When you're editing, you're working on the draft. Two things happen behind the scenes:

  • Autosave — the draft is persisted to the platform as you edit, so you can close the tab and return.
  • Test endpoint — the first time you run a test call, the Flow Designer creates a temporary WebRTC endpoint that points at the draft. Subsequent tests reuse the same temporary endpoint and re-push the latest definition.

Running a test call

Click Test in the toolbar. The browser opens a WebRTC session against the temporary endpoint and the draft definition runs end to end. The test panel below the canvas shows:

  • Connection status (preparing / connecting / running / ended).
  • Inline conversation events (user turn, agent turn, tool call, transition).
  • A link to the resulting conversation record after the call ends.

A single voice-agent node can also be tested in isolation — the Flow Designer wraps it in a minimal "single voice node" flow on the same temporary endpoint, useful for prompt iteration.

What test calls do not do

  • They do not invoke real PSTN — even if the flow has a phone endpoint, the test uses WebRTC.
  • They do not mutate the published version.
  • They do not touch the real endpoint's traffic.

Publishing

When the draft is ready, click Publish in the toolbar.

  1. The current draft becomes a new PUBLISHED version (with an incremented version number).
  2. The previous published version is moved to ARCHIVED.
  3. The real endpoint(s) on the platform are re-synced to point at the new version. This is immediate — the next call arrives at the new flow.

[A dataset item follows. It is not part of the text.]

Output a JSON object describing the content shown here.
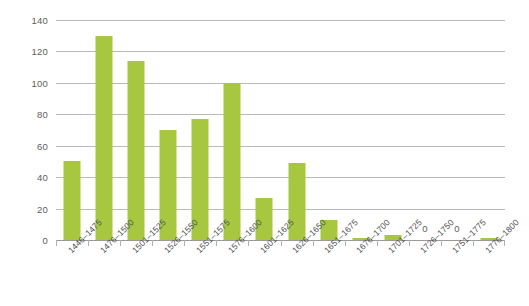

If there is no draft (you're looking at a flow that hasn't been changed since the last publish), the Publish button is disabled and the toolbar shows "Already live — make a change to publish a new version".

Reverting

From the Version History drawer you can:

  • Load any previous version into the editor as a new draft (useful for inspecting or copy-editing).
  • Revert the current draft back to a previous version's content. The revert itself is a draft action — you still need to publish for the change to go live.

Editing a live flow

Because publishing is a single click, the safest pattern is:

  1. Open the flow. The canvas shows the currently published version (as a draft).
  2. Make your changes.
  3. Run one or more test calls.
  4. Publish.

If you want to keep iterating without going live, just don't publish — the draft will stay around indefinitely and the previously published version keeps serving real traffic.